Scroll went through the draft voter list and found nine voters with Muslim names.
Did the fake voters vote?
If there were several fake voters in Pranpatti’s electoral roll since April 2024, were votes cast in their name during the last Lok Sabha elections?
Chandrakishore Mehta, the polling agent in Pranpatti of the Bharatiya Janata Party-led National Democratic Alliance, said he did not observe anything abnormal at the polling centre during the polls. “Most of those who voted then were people who live here,” said Mehta. “There were no outsiders.”
The village’s voter turnout data released by the Election Commission does not show any odd increase over the years. The turnout in the last two Lok Sabha polls broadly remained the same.
According to official Election Comission data, 424 voters had cast their votes at this booth last year. Mehta had a marked voter list showing tick marks before the names of 398 voters who had voted in the Lok Sabha elections.
Scroll compared the marked list with the list of excluded voters in Special Intensive Revision draft roll.

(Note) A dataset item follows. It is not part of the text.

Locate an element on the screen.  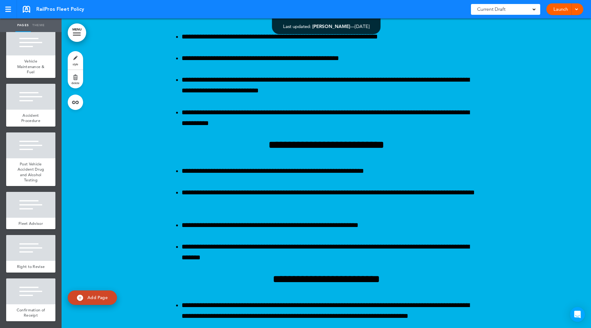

We found that 26 of the 499 deleted voters at polling station one had cast votes during the Lok Sabha polls.
In the Election Commission’s list of exclusions, 12 of them have been labelled as “permanently shifted”, ten as “dead” and four as having enrolled in multiple places.
This means that none of the 351 “absent” voters – whom locals allege are fake voters – had voted in the Lok Sabha elections, deepening the mystery over why had they been added to the electoral roll.